The Affordable Care Act, more commonly known by its acronym Obamacare, makes it illegal for insurance companies to discriminate against people with preexisting conditions and prevents them from setting annual or lifetime coverage caps.
It allows young adults to remain on their parents’ plan until age 26 and provides consumers with more freedom in choosing their doctor and choosing an insurance plan that covers essential benefits.
Why?
Though imperfect, the Affordable Care Act (ACA) has significantly decreased the number of Americans without health coverage and cut back on overutilization and uncompensated care costs. Furthermore, discrimination against people with preexisting conditions in private insurance markets has also been eliminated through its provisions.
The Affordable Care Act should serve as a basis for further reforms that increase efficiency and equity in health care delivery. Single payer would help eliminate conflicts of interest by replacing private insurers with one entity that pays providers directly – thus cutting agency costs that contribute to wasteful health care expenditure, making shopping for services that meet your needs much simpler, as well as network rules and benefits mazes that often obscure them.
But waiting for incremental gains under the Affordable Care Act to gain health coverage would leave millions behind, which is unacceptable. Now is the time to move toward universal coverage – and one way is a public option built within existing ACA marketplaces.
How?
Studies suggest a single-payer healthcare system would offer universal coverage without out-of-pocket expenses like copayments or deductibles, saving money through better management and streamlining processes, according to studies. While “single payer” generally implies socialized medicine, countries can achieve universal healthcare coverage even without fully adopting one: for instance, an ObamaCare country may include private options into its design so people with existing private plans could maintain them while simultaneously benefitting from government health insurance plans like Medicare for All (Medicare for all).
The Affordable Care Act has made great strides toward universal health coverage, yet 30 million Americans remain without coverage. Now is the time to move beyond incremental gains and implement a single-payer system to eliminate needless suffering caused by high health costs, disparate care delivery models and uncompensated hospital costs.
Biden’s plan to establish a government-run public option within Obamacare insurance markets and make other improvements has stalled in Congress as attention focuses on dealing with coronavirus pandemic. But his efforts in pushing reform forward should not be overlooked.
What’s the solution?
A single-payer system would reduce the amount spent on uncompensated care for the poor by guaranteeing coverage to all Americans, creating savings that could be used to address other forms of disparate health outcomes that fall outside the scope of insurance policies.
A national public option would provide competition in individual and small-group markets, leading to lower premiums overall. ACP has long advocated for such an initiative as part of a universal health system.
But incremental approaches will not get us there. Our nation can no longer afford to continue spending more on healthcare than other wealthy nations while trailing behind on equity, access, efficiency and care delivery; nor can it bear that people who opt out face higher costs than those who purchase insurance policies. Thus, now is the time for bold action to be taken.

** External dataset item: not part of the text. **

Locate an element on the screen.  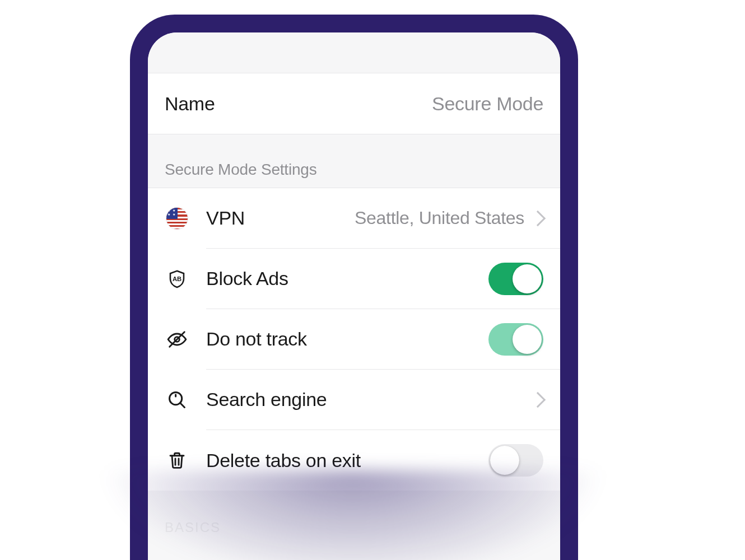
svg-text: AB is located at coordinates (177, 279).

Who’s going to pay for it?
The Affordable Care Act has dramatically expanded access to coverage by increasing the number of people insured, and has increased efficiency and quality by mandating that insurance companies provide value for premium dollars – such as by spending at least 80 percent on medical care rather than advertising or executive bonuses.
Additionally, the Affordable Care Act has increased transparency and accountability by mandating that insurance companies disclose costs, profit margins and service levels to their customers. Furthermore, it has promoted long-term changes to healthcare organization by creating Accountable Care Organizations and medical home initiatives which bring physicians and hospitals together in an effort to promote savings while still offering high quality care.
Although the Affordable Care Act (ACA) has achieved many successes, it has failed to address some of the larger problems facing healthcare. With the Covid pandemic surfacing new priorities such as racial equity in health and rebuilding a fractured public health system. Unfortunately, political gridlock impedes these new initiatives from becoming reality quickly enough.